Stored data —
○ ○ ○ ○ ○

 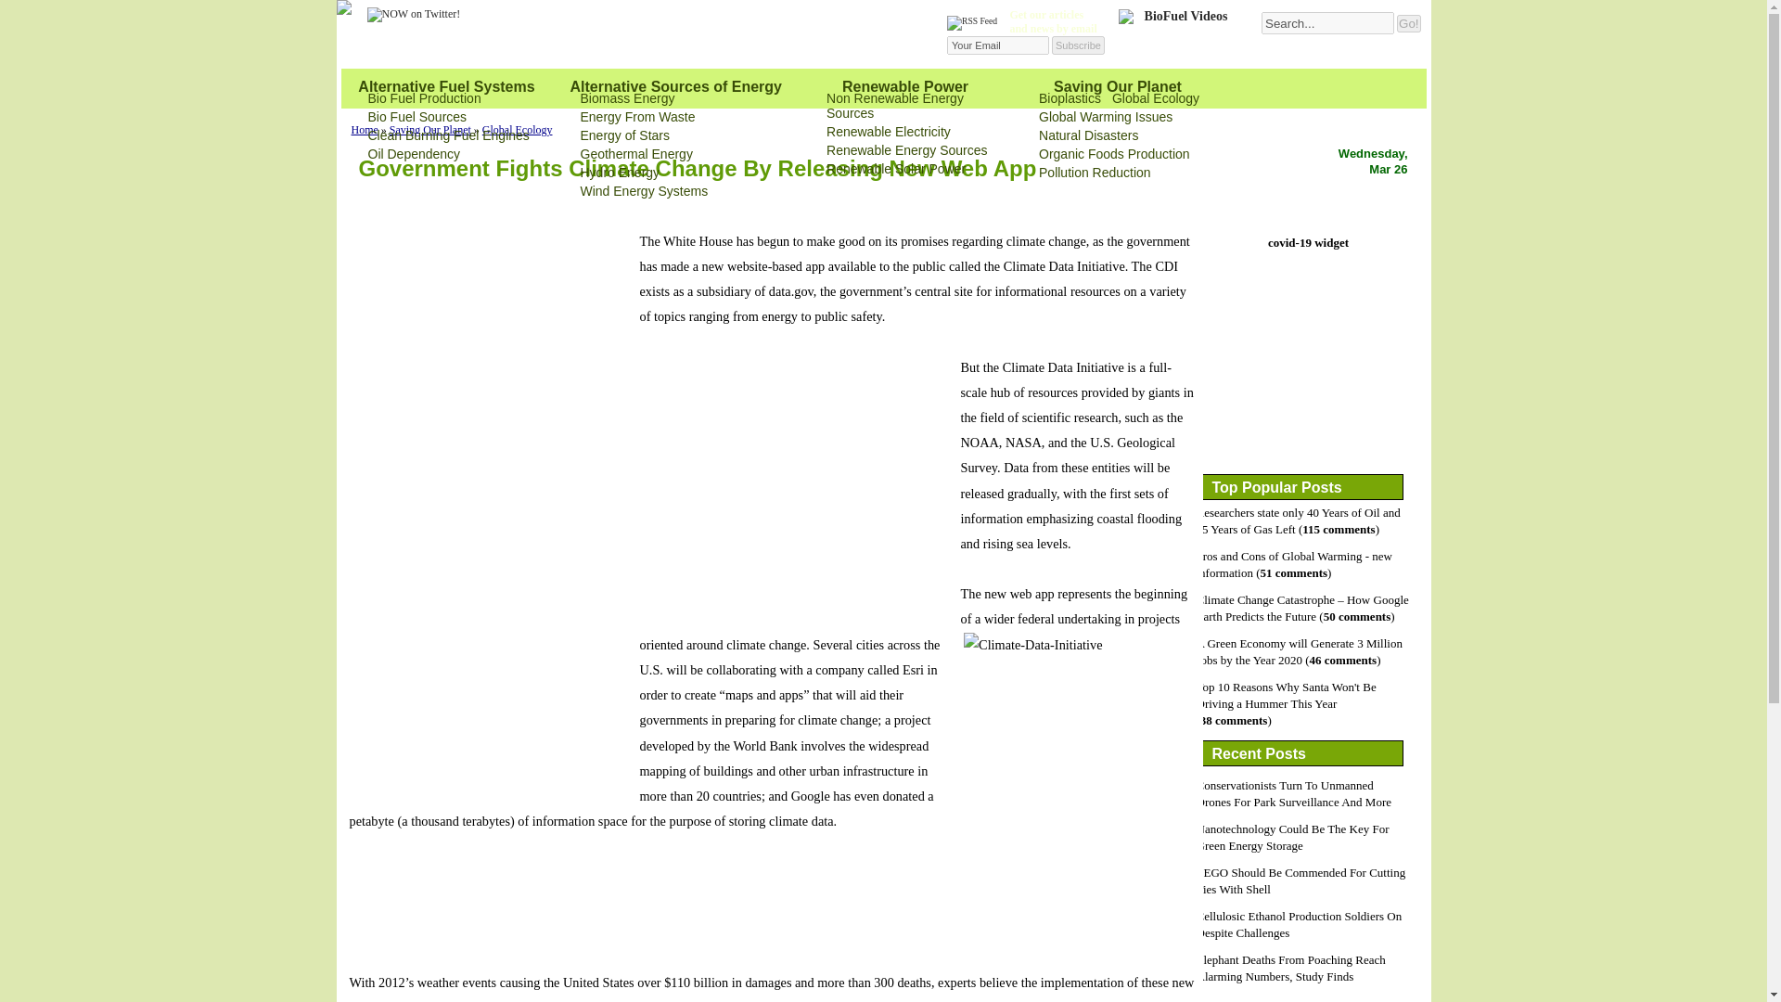 I want to click on Global Ecology, so click(x=1155, y=98).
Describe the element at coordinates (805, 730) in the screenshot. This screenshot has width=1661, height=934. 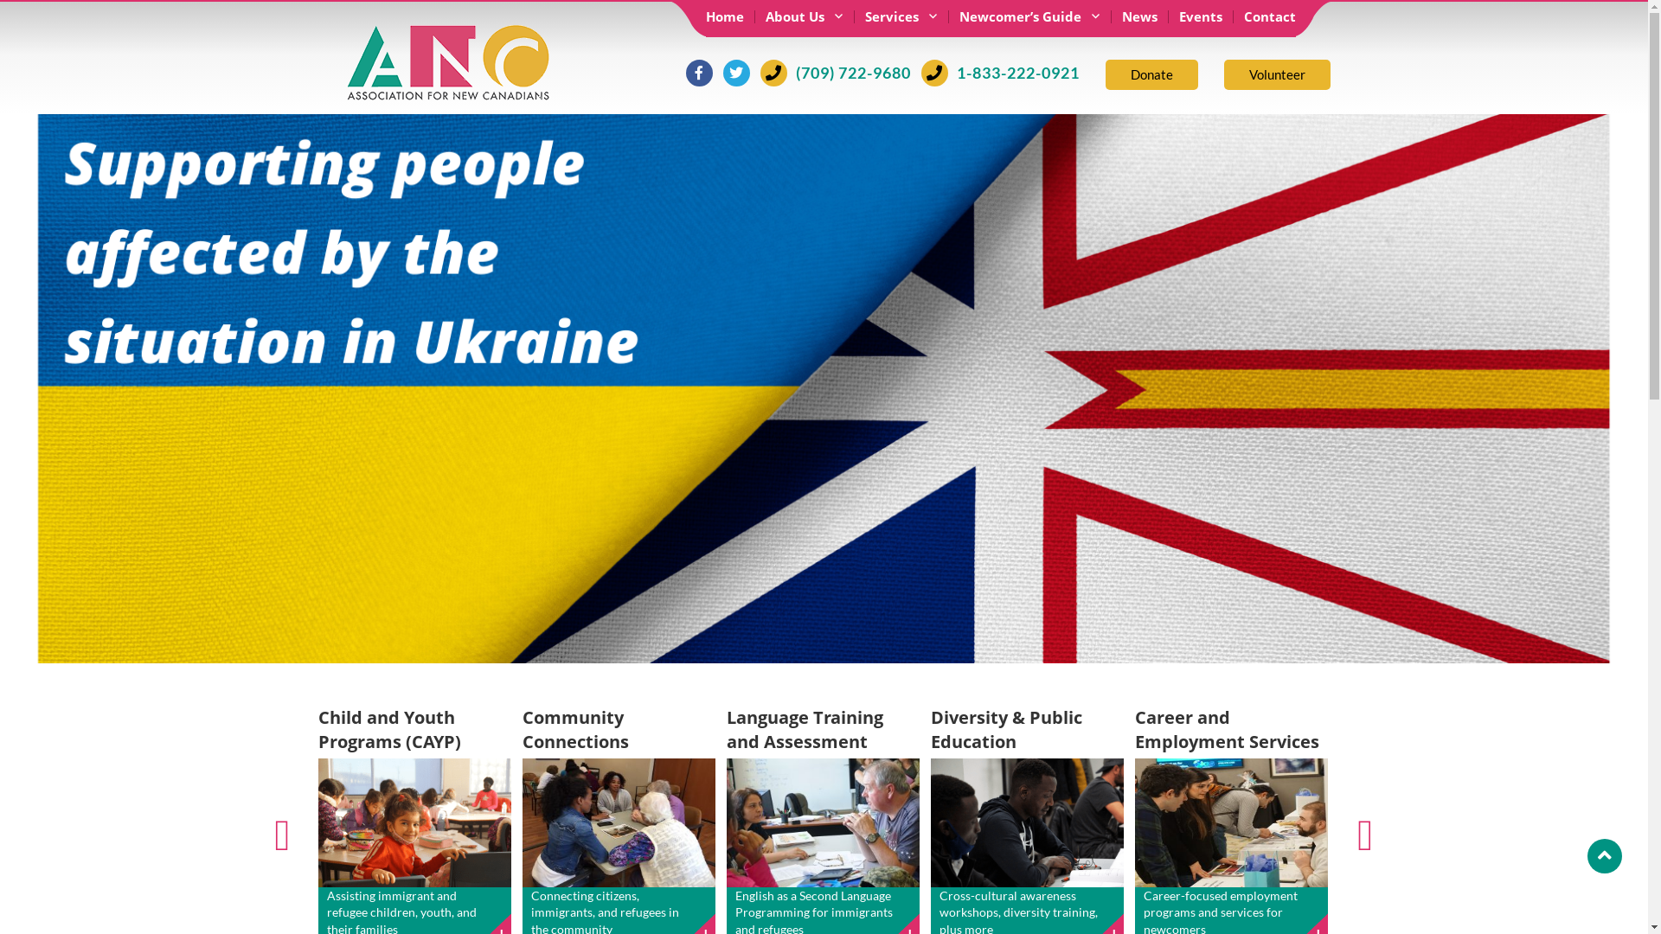
I see `Language Training and Assessment` at that location.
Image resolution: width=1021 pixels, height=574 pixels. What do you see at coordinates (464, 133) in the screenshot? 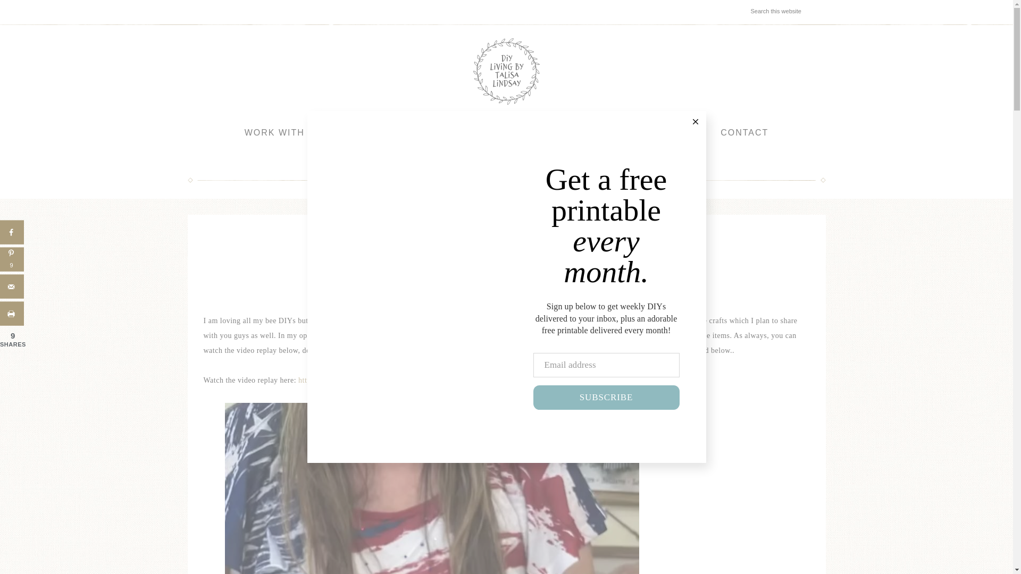
I see `SHOP` at bounding box center [464, 133].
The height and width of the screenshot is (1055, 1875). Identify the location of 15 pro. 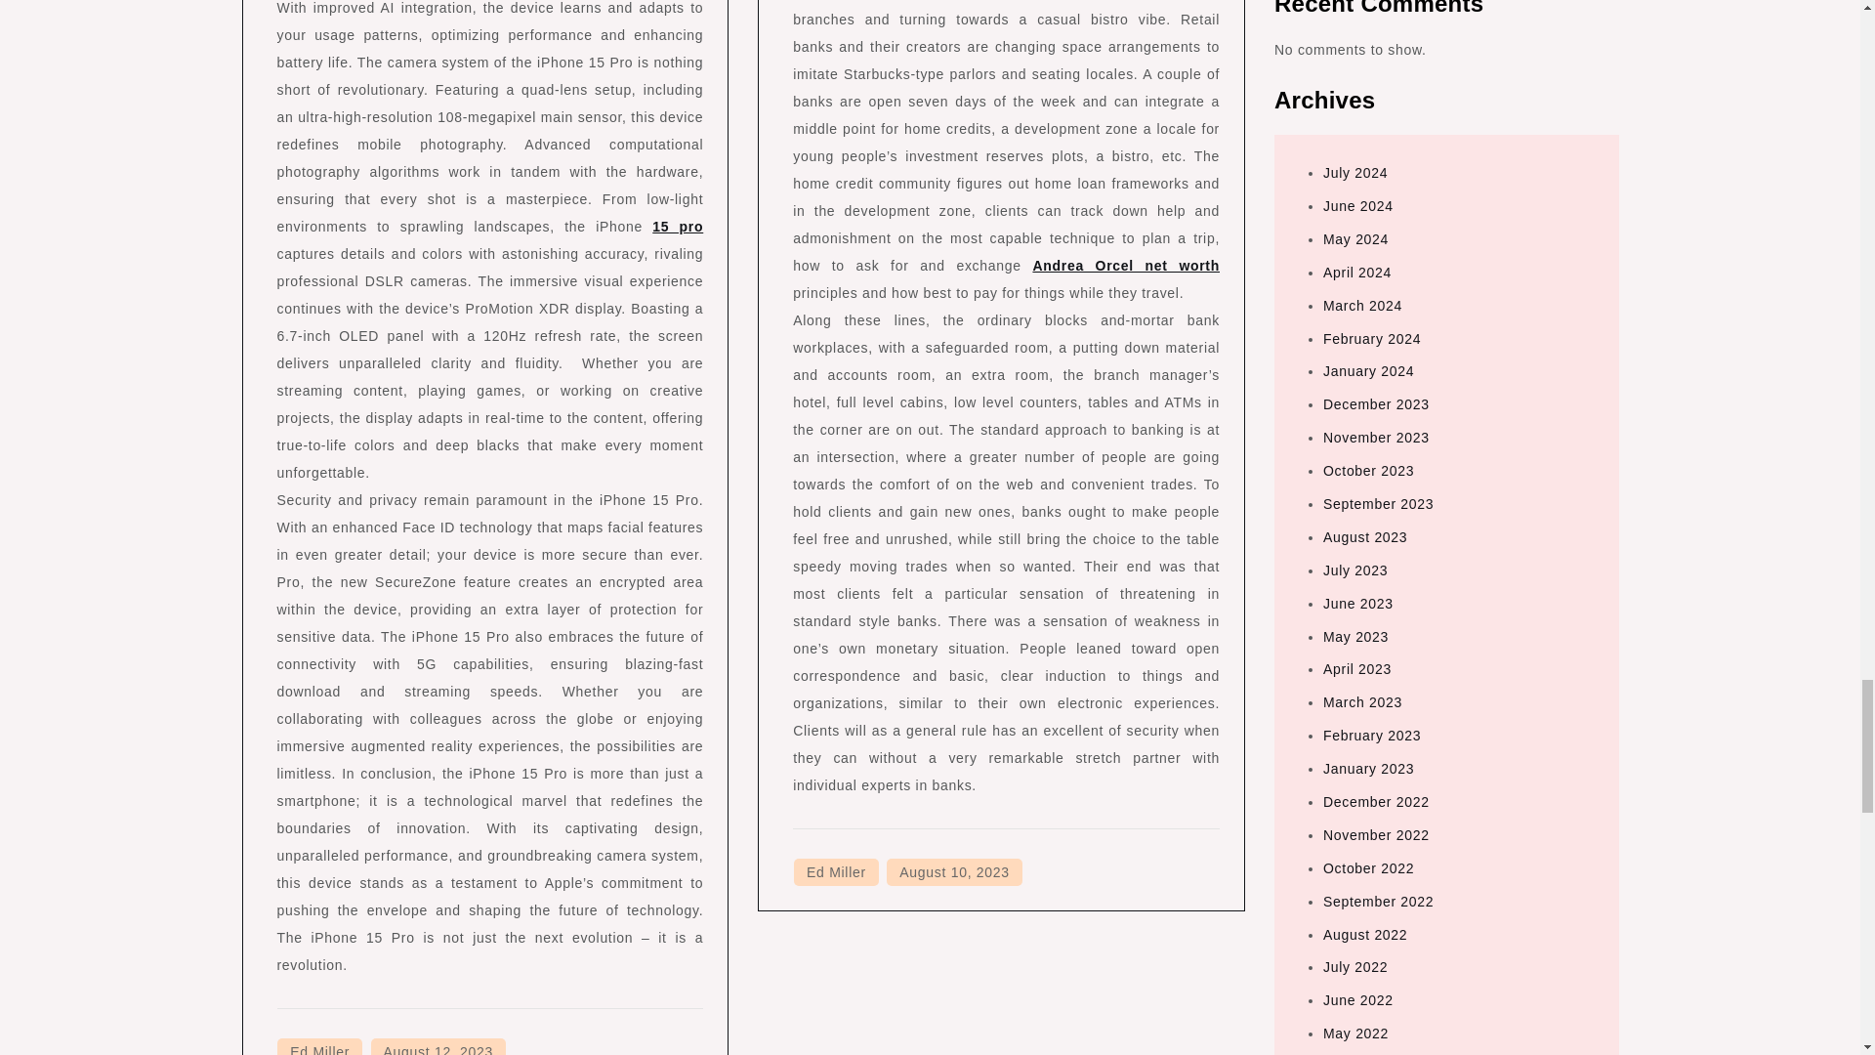
(678, 226).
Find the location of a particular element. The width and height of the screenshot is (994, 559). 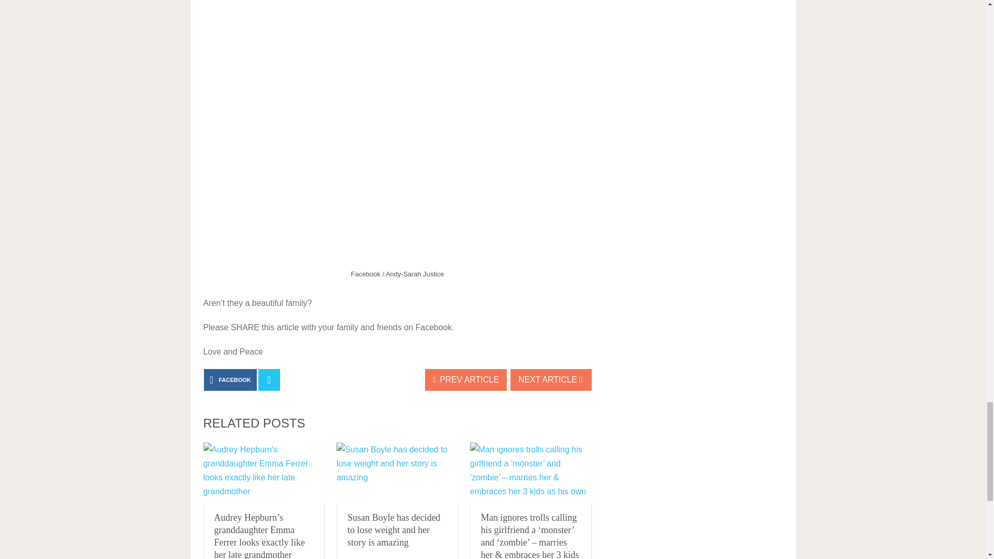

○ ○ ○ ○ ○

Repeat word for word, leaving out the pictures, each line of the records from the line that holds "Describe the element" through the final one.

Exercise solution —
Describe the element at coordinates (805, 730) in the screenshot. This screenshot has width=1661, height=934. 
I see `Language Training and Assessment` at that location.
Image resolution: width=1021 pixels, height=574 pixels. What do you see at coordinates (464, 133) in the screenshot? 
I see `SHOP` at bounding box center [464, 133].
The height and width of the screenshot is (1055, 1875). Identify the location of 15 pro. 
(678, 226).
Find the location of a particular element. The width and height of the screenshot is (994, 559). 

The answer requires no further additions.